As part of their fiftieth anniversary festivities,
NRO has been posting
various articles from yesteryear. One of them, an angry and beautiful
piece written during the infancy of the Cold War about the revolt at Poznan, caught my attention:
And as they rolled over Polish bodies the Communist tanks flattened also the soft rhetoric of our George Kennans and Stewart Alsops, our experts and smug journalists, who have been telling us how the Soviet regime has come to be accepted by its subjects, how (in Kennan's servile words) "there is a finality, for better or worse [sic], about what has occurred in Eastern Europe." The people of Poznan, clasping hands as they faced the tanks demanding food and decent working conditions and an end to Moscow's rule, and the soldiers who joined them instead of firing on them: these in one day communicated more of the truth about the Soviet Empire than a decade's dispatches by correspondents and diplomats.
The embryo revolt in Poznan was not isolated, but the latest act in a series that extends over the past four years: the slave labor revolts beginning in 1952, before Stalin's death, in the Vorkuta complex; the East German uprising; the large-scale recent fighting in Eastern Tibet; the riots in Tiflis. Every such demonstration proves, contrary to the skeptics, that a policy of liberation is closer to Soviet realities than any policy of containment or coexistence.
Two thoughts:
1.) It's not too hard to draw parallels between the people of Poznan and the students in Iran, or the various factions resisting Saddam's regime. When encountering Communist regimes and autocratic Middle Eastern states that sponsor terrorism, the choices are similar: containment or engagement. What's different is that the internal politics in the Middle Eastern states are a lot more fragmented than in they were in Eastern Europe.
2.) Can the West fight terrorism the same way the West once fought Communism? The counterargument today is that terrorism is a "tactic", and that one cannot eradicate a tactic, however illegitimate its use. I think that a similar argument could have been made during the Cold War, that Communism is an idea, or an ideology, and one cannot eradicate an idea, lest one promote a totalitarian state that will burn all the books. Today, however, there is no one that claims that Communism in its pure, orthodox form, is soundly defeated, despite the fact that Cuba, North Korea, and China remain, at least nominally, Communist. The great power--the U.S.S.R.--that sustained Communism is no more. Could the War on Terror reach a similar stage, where terrorism as a tactic is only used rarely, and where only one or two small states--with no WMD capabilities--flirt with providing hospitality to terrorist groups?
This is what Bush has
said:
"We meet today at a time of war for our country. A war we did not start, yet one that we will win," the president told members of the American Legion at their annual convention.
"In this different kind of war, we may never sit down at a peace table, but make no mistake about it, we are winning and we will win.
"We will win by staying on the offensive. We will win by spreading liberty," Bush said.
That's all pretty vague, and I don't expect a very philosophical--or dare I say, "nuanced"--answer in the middel of a political campaign. But if the idea of victory means that terrorism, as a tactic of war, will never be used again, then I say the war will never be won. In that sense, fighting "terror" would be like fighting burglary--you can fight burglars, but you will never end burglarly as an activity. I think the more reasonable thing to say is this: the War on Terror is a fight against an
ideology, radical political Islam, which is just as totalitarian as Communism, which depends on the sponsorship of sympathetic regimes in the Middle East, and whose modus operandi is terrorism. There will be a lot less terrorism once state sponsorship has been sundered, and once all those terrorist groups have been dismantled and suppressed. Even then, you'd still have to deal with smaller, non-Islamic groups, like the IRA, which have not declared jihad against the West.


What to return is the tail of the data, from the line that contains "What do you see at coordinates (246, 326)" down to the last line, copied exactly.
********
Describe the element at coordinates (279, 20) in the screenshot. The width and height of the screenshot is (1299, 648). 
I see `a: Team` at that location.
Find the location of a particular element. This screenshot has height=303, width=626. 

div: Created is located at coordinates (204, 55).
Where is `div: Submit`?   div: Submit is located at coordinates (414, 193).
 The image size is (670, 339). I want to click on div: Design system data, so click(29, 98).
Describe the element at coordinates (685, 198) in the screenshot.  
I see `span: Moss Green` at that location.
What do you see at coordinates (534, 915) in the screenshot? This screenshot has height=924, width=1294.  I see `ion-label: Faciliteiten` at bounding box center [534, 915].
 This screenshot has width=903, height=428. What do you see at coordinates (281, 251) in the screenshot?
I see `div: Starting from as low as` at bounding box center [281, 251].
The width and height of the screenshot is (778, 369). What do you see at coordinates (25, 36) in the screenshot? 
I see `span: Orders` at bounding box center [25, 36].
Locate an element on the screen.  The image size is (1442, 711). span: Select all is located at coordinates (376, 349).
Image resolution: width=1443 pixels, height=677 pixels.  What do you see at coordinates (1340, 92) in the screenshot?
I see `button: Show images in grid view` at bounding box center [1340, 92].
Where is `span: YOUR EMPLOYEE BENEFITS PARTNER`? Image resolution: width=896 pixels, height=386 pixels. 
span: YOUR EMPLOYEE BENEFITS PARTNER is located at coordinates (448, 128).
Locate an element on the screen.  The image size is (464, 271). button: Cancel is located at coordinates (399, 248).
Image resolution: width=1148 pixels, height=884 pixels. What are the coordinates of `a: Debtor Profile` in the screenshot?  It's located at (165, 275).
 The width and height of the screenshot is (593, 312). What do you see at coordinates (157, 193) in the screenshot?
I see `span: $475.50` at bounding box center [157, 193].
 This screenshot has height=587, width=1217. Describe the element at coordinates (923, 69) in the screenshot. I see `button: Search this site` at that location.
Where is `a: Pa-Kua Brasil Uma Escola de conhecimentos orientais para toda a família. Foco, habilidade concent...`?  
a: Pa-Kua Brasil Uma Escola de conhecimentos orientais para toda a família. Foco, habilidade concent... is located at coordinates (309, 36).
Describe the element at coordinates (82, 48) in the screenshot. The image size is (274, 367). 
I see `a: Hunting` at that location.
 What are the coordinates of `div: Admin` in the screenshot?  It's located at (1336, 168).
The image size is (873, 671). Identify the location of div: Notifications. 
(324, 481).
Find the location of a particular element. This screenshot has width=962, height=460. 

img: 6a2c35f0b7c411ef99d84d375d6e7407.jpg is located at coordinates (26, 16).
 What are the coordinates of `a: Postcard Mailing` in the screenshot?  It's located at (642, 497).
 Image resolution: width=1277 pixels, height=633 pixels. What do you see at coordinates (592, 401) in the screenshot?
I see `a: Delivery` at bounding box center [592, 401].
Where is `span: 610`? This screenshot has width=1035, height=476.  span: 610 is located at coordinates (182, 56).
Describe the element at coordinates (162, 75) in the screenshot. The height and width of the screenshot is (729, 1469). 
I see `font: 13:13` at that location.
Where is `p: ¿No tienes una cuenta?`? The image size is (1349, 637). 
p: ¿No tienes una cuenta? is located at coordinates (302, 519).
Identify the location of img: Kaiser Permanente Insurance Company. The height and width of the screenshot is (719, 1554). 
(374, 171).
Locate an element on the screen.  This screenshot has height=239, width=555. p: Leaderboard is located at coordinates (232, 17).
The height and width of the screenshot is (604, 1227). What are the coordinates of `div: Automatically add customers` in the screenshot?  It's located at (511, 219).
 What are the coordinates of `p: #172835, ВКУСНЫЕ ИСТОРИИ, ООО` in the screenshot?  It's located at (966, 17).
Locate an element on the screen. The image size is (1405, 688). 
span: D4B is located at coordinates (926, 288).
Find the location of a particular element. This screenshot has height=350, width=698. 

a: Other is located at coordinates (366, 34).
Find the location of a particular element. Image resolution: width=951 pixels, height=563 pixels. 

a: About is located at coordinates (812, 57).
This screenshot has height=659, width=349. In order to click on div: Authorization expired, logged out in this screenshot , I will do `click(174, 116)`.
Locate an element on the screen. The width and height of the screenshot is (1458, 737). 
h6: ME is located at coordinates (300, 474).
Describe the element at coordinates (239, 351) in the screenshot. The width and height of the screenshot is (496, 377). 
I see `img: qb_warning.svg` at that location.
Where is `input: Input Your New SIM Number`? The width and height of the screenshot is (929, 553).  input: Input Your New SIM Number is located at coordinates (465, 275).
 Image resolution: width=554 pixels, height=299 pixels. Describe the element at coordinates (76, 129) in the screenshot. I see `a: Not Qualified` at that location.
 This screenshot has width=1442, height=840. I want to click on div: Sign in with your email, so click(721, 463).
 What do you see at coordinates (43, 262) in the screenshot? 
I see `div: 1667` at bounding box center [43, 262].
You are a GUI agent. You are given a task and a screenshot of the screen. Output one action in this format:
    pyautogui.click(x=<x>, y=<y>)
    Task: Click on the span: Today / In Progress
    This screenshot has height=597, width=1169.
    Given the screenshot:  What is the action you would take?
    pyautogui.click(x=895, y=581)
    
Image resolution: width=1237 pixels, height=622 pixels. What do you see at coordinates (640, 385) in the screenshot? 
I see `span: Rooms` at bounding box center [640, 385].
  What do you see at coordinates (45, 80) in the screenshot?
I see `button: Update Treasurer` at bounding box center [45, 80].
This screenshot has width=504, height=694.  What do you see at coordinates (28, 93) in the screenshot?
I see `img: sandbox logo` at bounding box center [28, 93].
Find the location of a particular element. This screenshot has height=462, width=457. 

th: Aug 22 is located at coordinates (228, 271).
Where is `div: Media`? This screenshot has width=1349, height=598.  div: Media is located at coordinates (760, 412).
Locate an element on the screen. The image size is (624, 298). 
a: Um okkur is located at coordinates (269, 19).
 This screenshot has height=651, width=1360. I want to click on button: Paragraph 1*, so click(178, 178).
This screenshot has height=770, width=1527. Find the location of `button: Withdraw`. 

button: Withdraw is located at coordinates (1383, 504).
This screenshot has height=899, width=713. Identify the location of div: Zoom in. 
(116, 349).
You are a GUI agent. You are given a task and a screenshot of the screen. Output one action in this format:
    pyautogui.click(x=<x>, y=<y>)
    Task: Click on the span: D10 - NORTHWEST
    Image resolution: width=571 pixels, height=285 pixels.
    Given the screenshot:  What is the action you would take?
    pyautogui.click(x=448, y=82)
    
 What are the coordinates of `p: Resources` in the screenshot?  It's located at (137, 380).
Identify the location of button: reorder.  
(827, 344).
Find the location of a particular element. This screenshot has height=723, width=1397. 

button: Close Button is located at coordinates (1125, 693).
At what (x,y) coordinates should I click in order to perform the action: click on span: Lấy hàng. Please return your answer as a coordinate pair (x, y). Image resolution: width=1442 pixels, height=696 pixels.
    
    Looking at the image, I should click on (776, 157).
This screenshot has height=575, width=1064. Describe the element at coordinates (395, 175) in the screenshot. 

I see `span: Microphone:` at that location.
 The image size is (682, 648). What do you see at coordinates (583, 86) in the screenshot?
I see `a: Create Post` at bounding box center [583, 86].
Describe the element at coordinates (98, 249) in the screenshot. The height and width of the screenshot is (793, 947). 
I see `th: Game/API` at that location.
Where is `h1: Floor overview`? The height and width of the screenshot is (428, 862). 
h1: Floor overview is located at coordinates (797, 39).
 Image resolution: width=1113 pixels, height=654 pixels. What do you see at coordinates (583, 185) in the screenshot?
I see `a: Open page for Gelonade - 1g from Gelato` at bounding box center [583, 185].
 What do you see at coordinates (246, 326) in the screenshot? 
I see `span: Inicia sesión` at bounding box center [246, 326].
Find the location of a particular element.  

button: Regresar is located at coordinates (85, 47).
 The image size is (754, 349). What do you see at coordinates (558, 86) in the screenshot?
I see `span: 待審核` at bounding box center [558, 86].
********
→ Finished task
 What do you see at coordinates (246, 326) in the screenshot? 
I see `span: Inicia sesión` at bounding box center [246, 326].
Find the location of a particular element.  

button: Regresar is located at coordinates (85, 47).
 The image size is (754, 349). What do you see at coordinates (558, 86) in the screenshot?
I see `span: 待審核` at bounding box center [558, 86].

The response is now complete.